§ 15. Earl Wintertonasked the Minister of Town and Country Planning if he is aware that the rents for the houses being erected by the Crawley Development Corporation are higher than those for houses which have already been erected since the war by the Horsham Rural District Council in the town of Crawley, and that the rents of many of them are beyond the reach of the average wage-earner; and for whom these houses are intended.
§ Mr. DaltonThis may well be, but new town corporations are not able, as local authorities are, to reduce the rents of new houses by averaging them with 1826 those of pre-war houses. The houses now being built at Crawley are well worth the rent and many families are only too happy to pay it.

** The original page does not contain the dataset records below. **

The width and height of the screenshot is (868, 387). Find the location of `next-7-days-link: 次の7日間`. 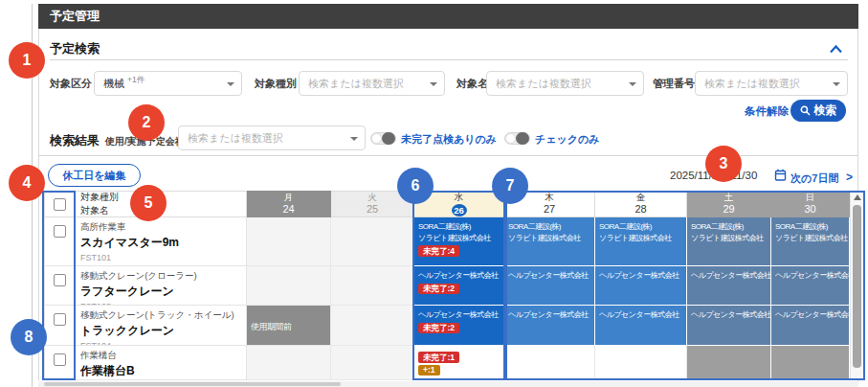

next-7-days-link: 次の7日間 is located at coordinates (814, 178).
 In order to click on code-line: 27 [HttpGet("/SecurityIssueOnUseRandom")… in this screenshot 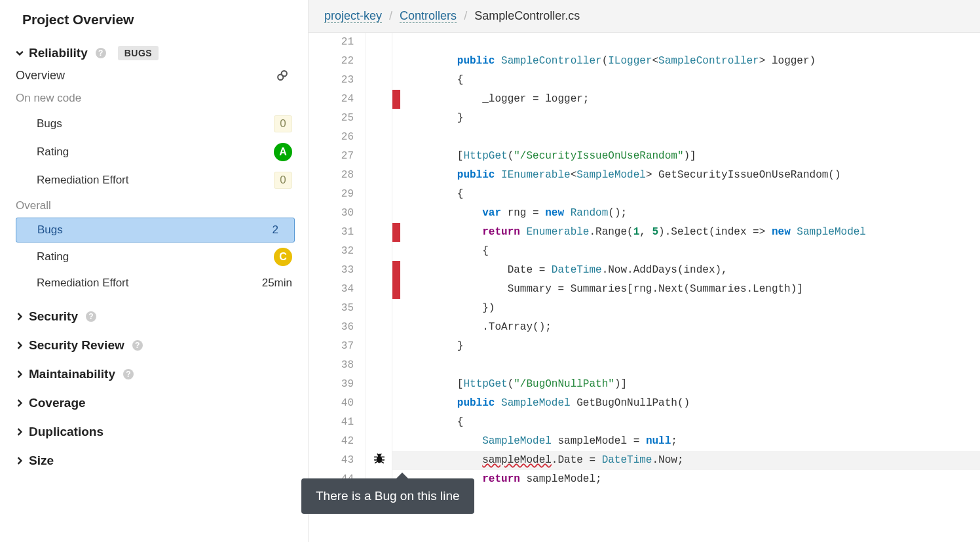, I will do `click(645, 156)`.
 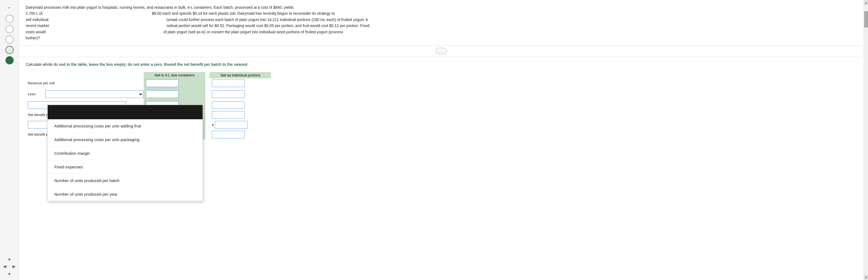 What do you see at coordinates (125, 112) in the screenshot?
I see `dropdown-header-bar` at bounding box center [125, 112].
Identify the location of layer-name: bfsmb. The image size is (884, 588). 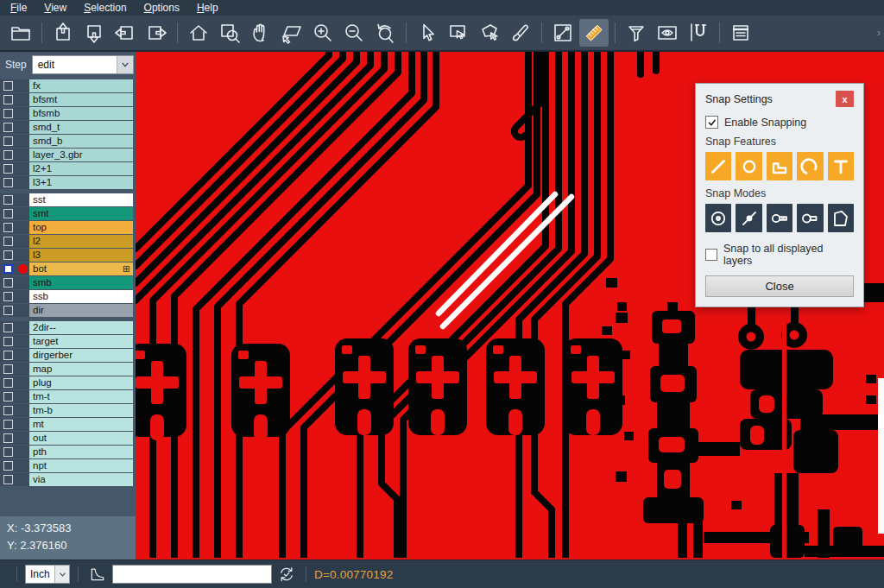
(81, 114).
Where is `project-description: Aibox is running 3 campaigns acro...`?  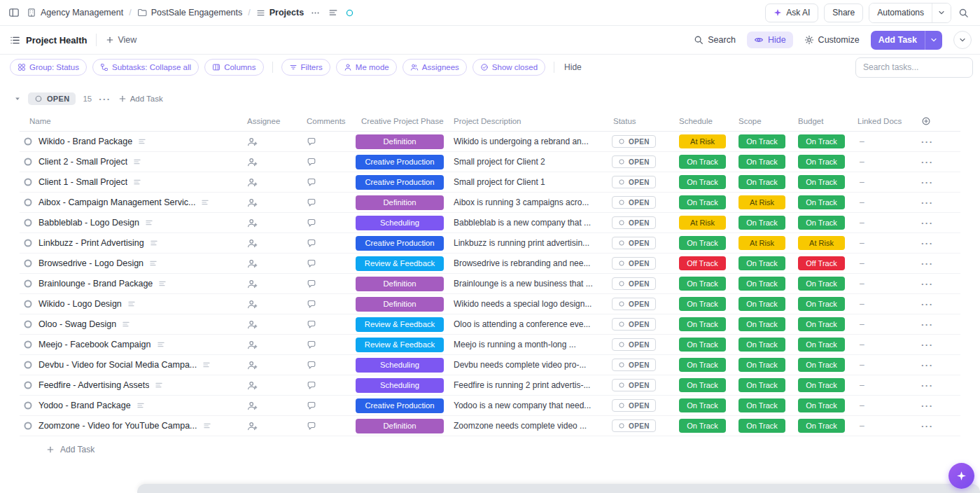
project-description: Aibox is running 3 campaigns acro... is located at coordinates (521, 202).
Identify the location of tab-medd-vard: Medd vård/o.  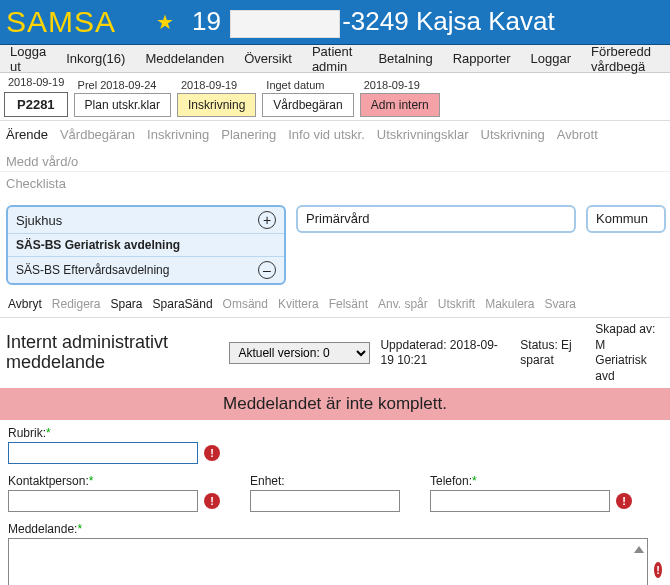
(42, 162).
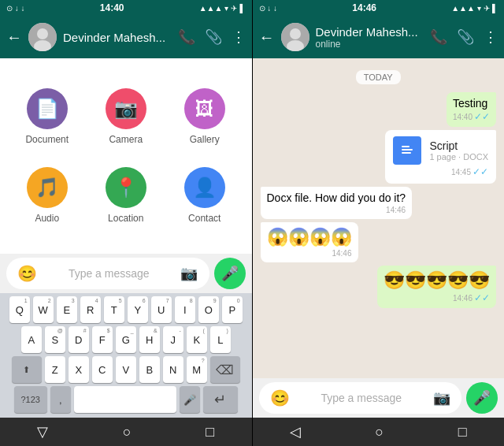 The height and width of the screenshot is (446, 504). Describe the element at coordinates (20, 310) in the screenshot. I see `key-q: Q1` at that location.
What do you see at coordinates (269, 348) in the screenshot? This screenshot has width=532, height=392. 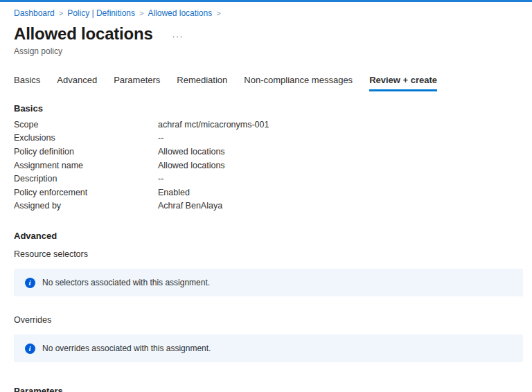 I see `no-overrides-info-banner: i No overrides associated with this assi…` at bounding box center [269, 348].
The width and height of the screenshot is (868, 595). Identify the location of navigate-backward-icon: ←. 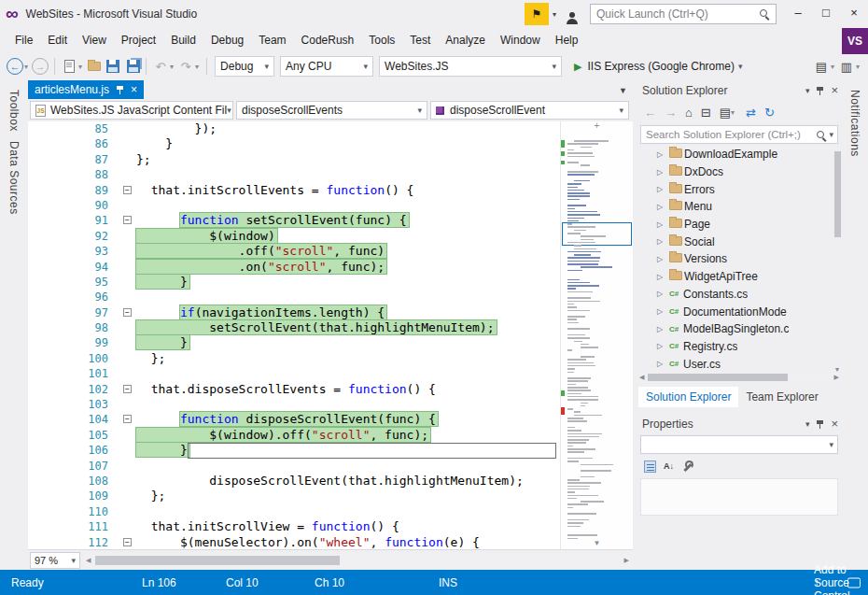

§ Earl WintertonIs the right hon. Gentleman aware that in the case of four-roomed houses, the houses built by the local authority are being let for 19s. per week and in the case of the same type of houses also erected since the war by the Crawley Development Corporation, the rent is 28s. per week? Is he aware that this discrepancy will give rise to great difficulty in the future, as these are both public authorities?
§ Mr. DaltonWe shall have to deal with these difficulties in the further future when the development corporation hand over, when their work is done, to the local authority. I may add that this particular corporation are planning to build some houses with somewhat lower rents than those which they have hitherto put up.
§ Sir H. WilliamsAs this town is designed to accommodate the surplus population of Croydon, does not the Minister think it is rather hard luck on my constituents to have to pay such extortionate rents?